While slight, even the lowest estimate would yield a lot of mass given that neutrinos are so numerous, especially considering that neutrinos were previously assumed to have no mass. Still, even at the highest estimate, neutrinos could only account for about 20 percent of the universe’s “missing” mass. Nevertheless, that is enough may add to our understanding of the role elementary particles play in holding the universe together.

What this question is testing

Main Point

Your task

Capture the passage's overall primary point — the claim everything else supports.

Common trap

Answers that are true but too narrow (a single paragraph) or too broad (beyond the passage's scope).

Winning move

Summarize the whole passage in one sentence first, then match it to a choice.

Reading along? Open the full official question in LawHub — we show a fragment here and keep the reasoning in our own words.

The question
14.

Which one of the following titles most completely and accurately expresses the contents

Answer choices

  1. Wrong Emphasis: lacks central topic2% picked this

    “The Existence of Dark Matter: Arguments For

    The central topic was neutrinos, not dark matter. Moreover, there was no argument against dark matter presented in the passage.

  2. Correct89% picked this

    “Neutrinos and the Dark Matter Problem: A

    Why this is right

    The Dark Matter Problem is an allusion to the missing mass, which cosmologists call "dark matter". They are trying to figure out what dark matter is (what is all this missing mass), and neutrinos could potentially account for up to 1/5 of the missing mass.
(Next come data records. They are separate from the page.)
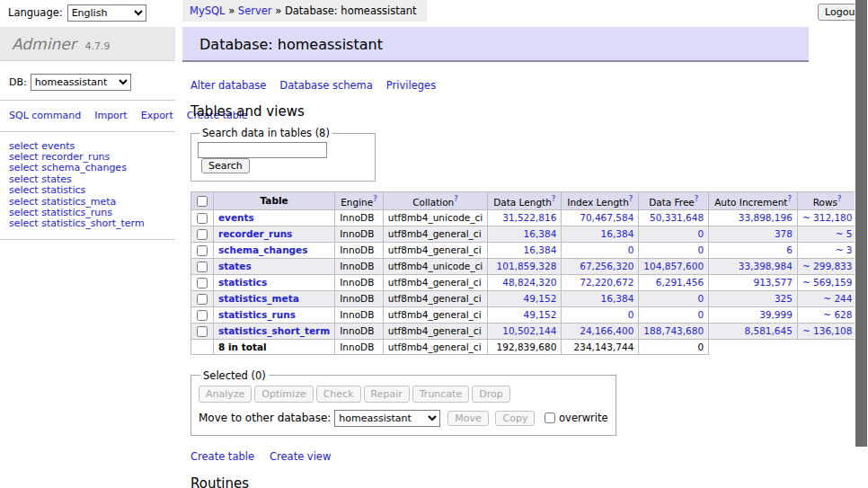 The image size is (868, 488). I want to click on sidebar-select-link: select schema_changes, so click(92, 168).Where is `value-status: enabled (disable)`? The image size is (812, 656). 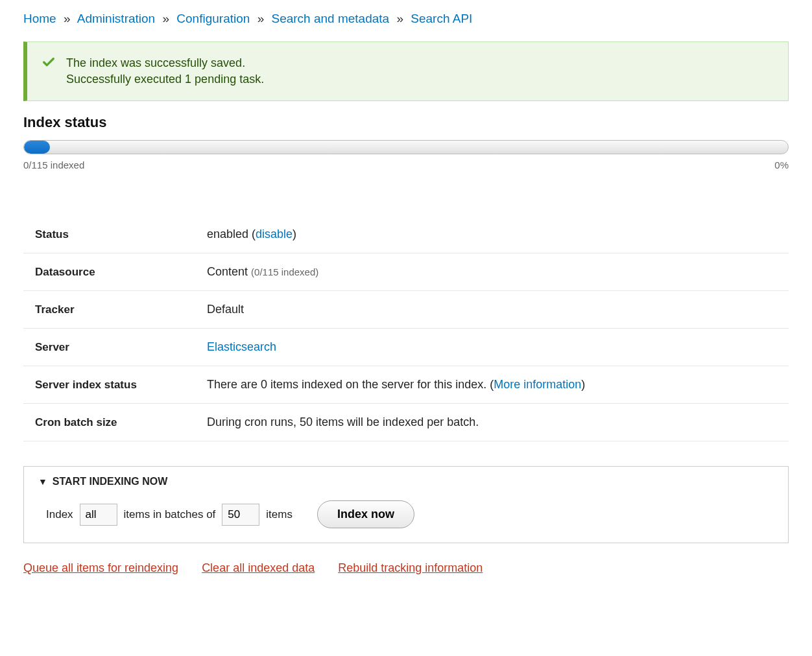
value-status: enabled (disable) is located at coordinates (492, 235).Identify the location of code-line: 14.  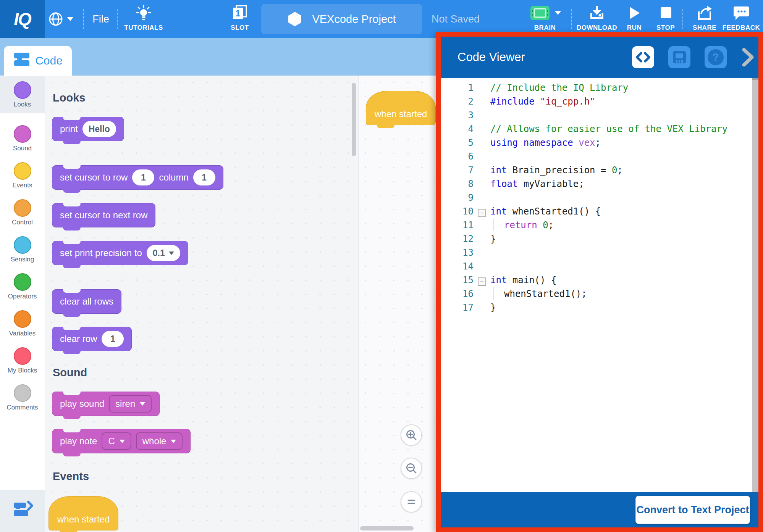
(600, 266).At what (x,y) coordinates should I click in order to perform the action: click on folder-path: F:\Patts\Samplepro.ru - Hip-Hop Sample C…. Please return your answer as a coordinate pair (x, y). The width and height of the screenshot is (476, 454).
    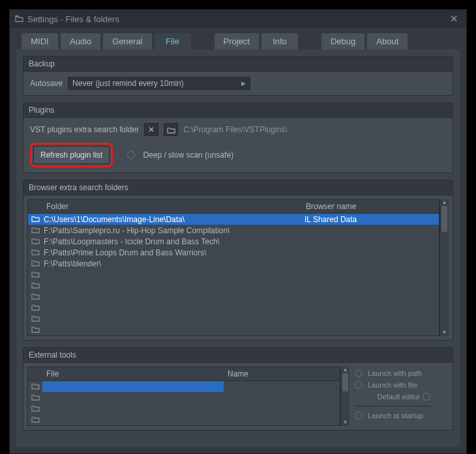
    Looking at the image, I should click on (172, 231).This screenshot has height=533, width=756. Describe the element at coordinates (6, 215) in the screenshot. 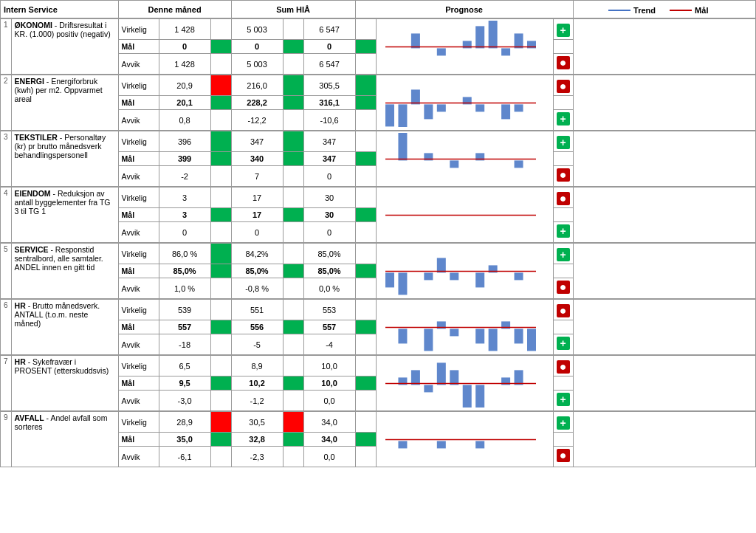

I see `row-number: 4` at that location.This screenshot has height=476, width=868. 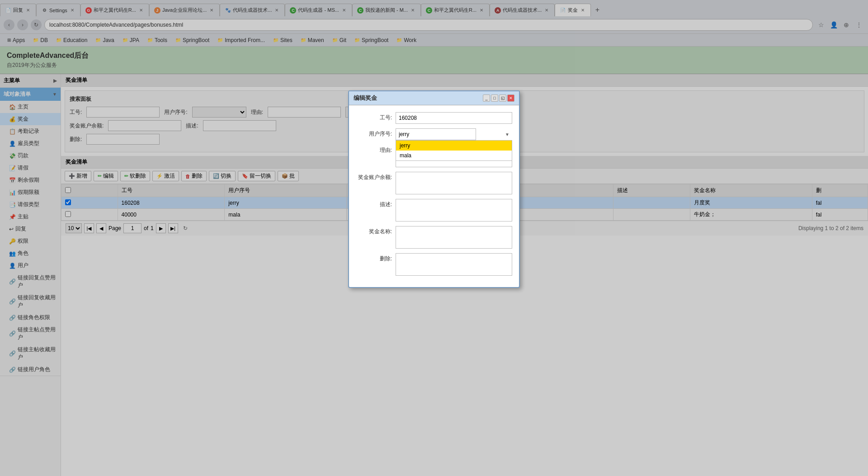 I want to click on modal-title: 编辑奖金, so click(x=365, y=98). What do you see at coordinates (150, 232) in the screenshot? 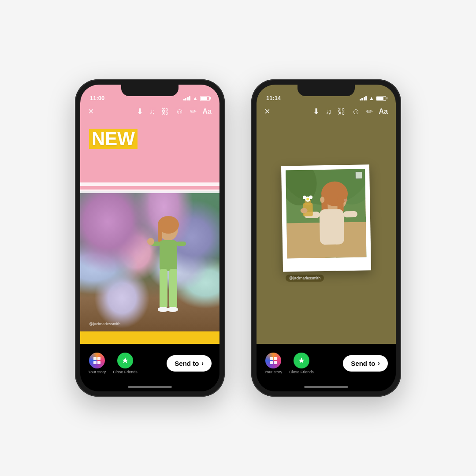
I see `story-content-1: NEW` at bounding box center [150, 232].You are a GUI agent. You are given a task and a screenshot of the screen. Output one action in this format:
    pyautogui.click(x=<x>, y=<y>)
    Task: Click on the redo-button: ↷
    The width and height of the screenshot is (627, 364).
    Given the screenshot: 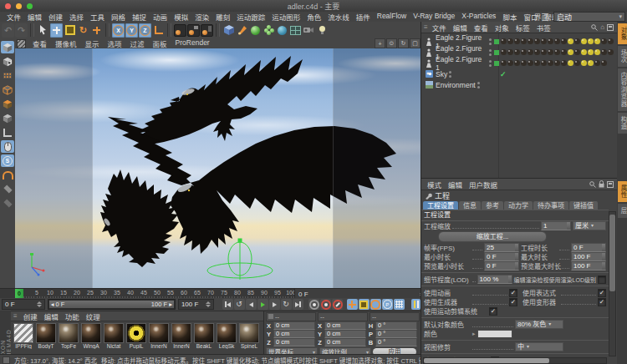 What is the action you would take?
    pyautogui.click(x=22, y=30)
    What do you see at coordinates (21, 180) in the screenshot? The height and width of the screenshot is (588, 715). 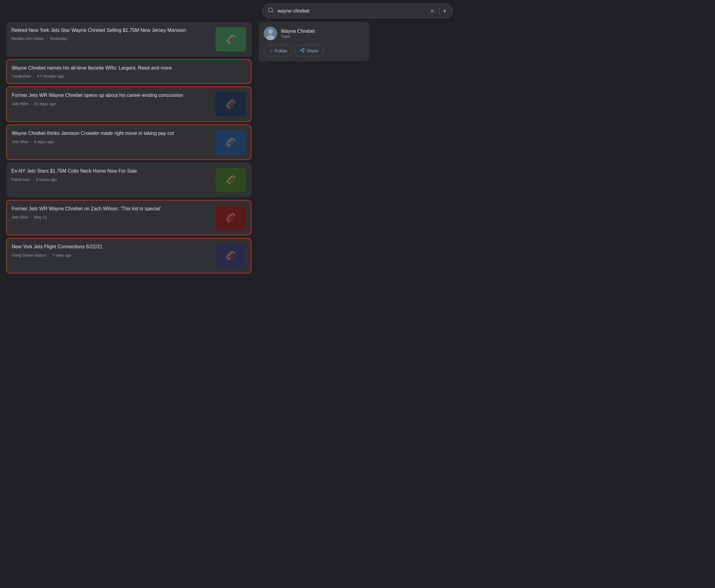 I see `news-source: Patch.com` at bounding box center [21, 180].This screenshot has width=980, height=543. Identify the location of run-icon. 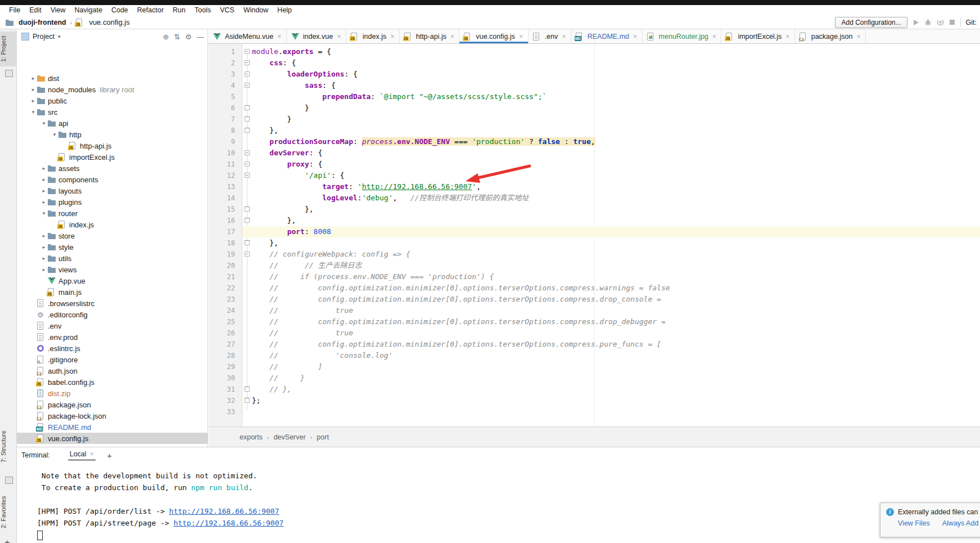
(916, 23). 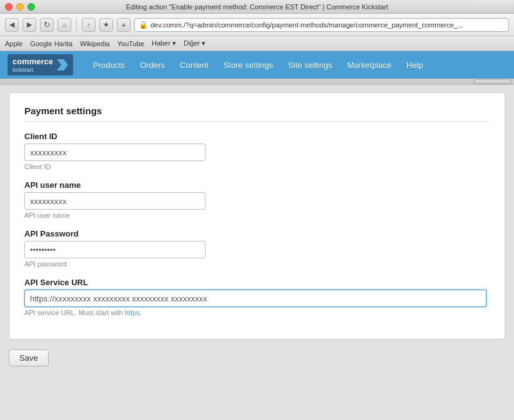 I want to click on client-id-field-group: Client ID Client ID, so click(x=257, y=151).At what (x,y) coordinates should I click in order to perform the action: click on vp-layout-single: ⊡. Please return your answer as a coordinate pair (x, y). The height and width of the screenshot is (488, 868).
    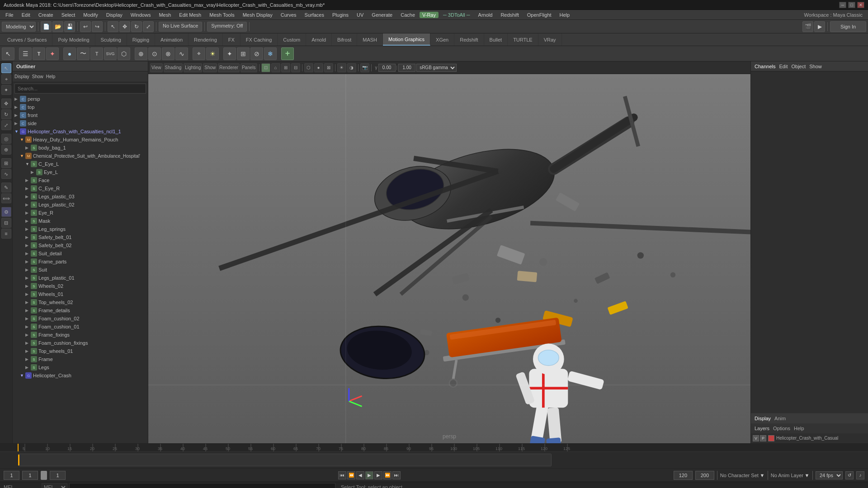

Hence, it's only a partial solution to the missing mass problem.

    Skill tested: Main Point · how this choice captures the passage's function is the move to repeat next time.

  3. Wrong Takeaway1% picked this

    “Too Little, Too Late: Why Neutrinos Do Not Constitute

    This is focused on the correct central topics, but it doesn't match the end of the passage. The author is presenting physicists as being somewhat optimistic that neutrinos do have some mass and thus are a decent chunk of "dark matter", the missing mass. This title is too negative and dismissive. Neutrinos fail to explain all the missing mass. But they are still thought to be part of the missing dark matter.

  4. Wrong Emphasis: lacks central topic2% picked this

    “The Role of Gravity: How Dark Matter

    The central topic was neutrinos, not gravity. The discussion of gravity in the beginning was just to introduce us to this big question in physics, "observable matter is only 10% of the matter we think there is, so what is this 90% dark matter?"

  5. Too Narrow6% picked this

    “The Implications of Oscillation: Do Neutrinos Really

    This title fairly captures what's going on in the 3rd paragraph, but that's it. It doesn't appreciate the whole discussion of neutrinos serves this larger goal of answering the question, "What's up with this missing dark matter?"